NVIDIA Countersues Intel Over License Conflict
MojoKid writes "After Intel filed a lawsuit against NVIDIA late last month, alleging that a four-year-old chipset license agreement the companies signed did not extend to Intel's future generation CPUs with 'integrated memory controllers' (like Nehalem), NVIDIA decided to fight with fire. Today, NVIDIA filed a countersuit in the Court of Chancery in the State of Delaware against Intel Corporation for breach of contract. Furthermore, the action also seeks to terminate Intel's license to NVIDIA's valuable patent portfolio, which no doubt is reverberating with some level of intensity in the halls of Intel."
This strategy doesn't make sense. If nVidia makes chipsets for new Intel parts, doesn't that bolster Intel's brand?
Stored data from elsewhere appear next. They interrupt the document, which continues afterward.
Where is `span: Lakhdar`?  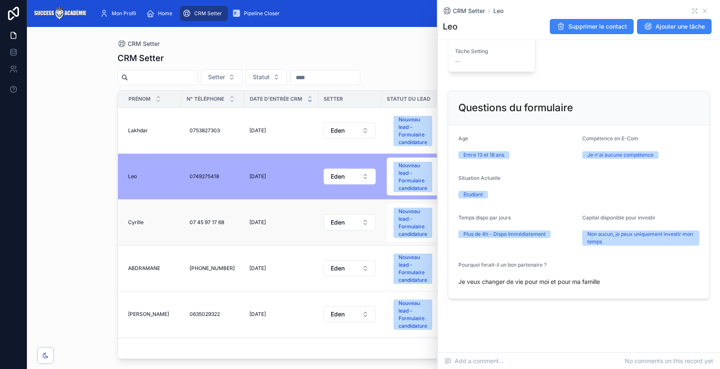 span: Lakhdar is located at coordinates (138, 131).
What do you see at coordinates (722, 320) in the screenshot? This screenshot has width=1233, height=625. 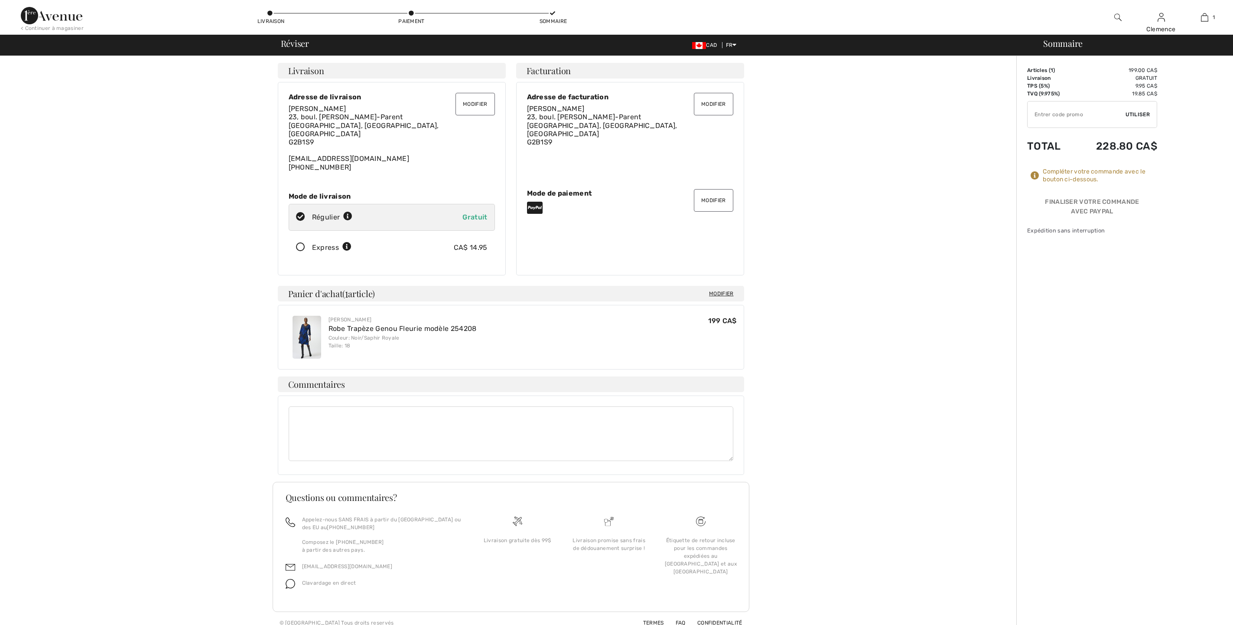 I see `span: 199 CA$` at bounding box center [722, 320].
It's like, when you go to McDonald's, and get Heinz Ketchup rather than restaurant brand, it makes the whole place seem a tad bit classier. Having an Intel chip parked on a product with a high end nVidia graphics card bolsters the reputation of that chip considerably. Attempting to block that product to try and grab a few more chipset sales seems rather short sighted. Greed and stupidity go hand in hand.
This is my sig.
Is it me or are companies getting more like petulent children these days? It's either lawsuits over things like this or they're playing 'your mom'. It's all very tedious.
I want a list of atrocities done in your name - Recoil
Nvidia is going for gold. They want to make a x86 chip and target the laptop/netbook space with an ION+CPU on a chip before AMD or Intel do something similar. Intel probably needs cross licencing of lots of Nvidia graphics patents for Larabee and there huge market share of integrated graphics chips. Intel needs SLI support to compete with AMD and crossfire in the interim. I think Nvidia is in a strong position here.
First they go after AMD threatening to revoke their x86 agreements (shooting themselves in the foot and threatening their own cross licensing) now they go after Nvidia? Someone should really remind them that their own GPU's are sub par and that for the average home user processor speeds have been "good enough" for years now leaving upgraded graphics cards and memory as practically the only visible speed boost. At this point its arguable that Intel needs AMD and Nvidia far more than they need Intel,
I know I'm preaching to the choir, but this is a good example of where litigation is getting in the way of innovation. Consumers and the economy would benefit most if these companies could compete for the best products rather than trying to shut each other down in the courts.
A slashdotter who didn't build his own computer is like a Jedi who didn't build his own lightsaber.
AMD is watching from the shadows, hands clasped, whispering "Good, good."
He did it on purpose.
INTC is not the same as Intel.
INTC a greedy bunch of shareholders.
Intel is a company with great products.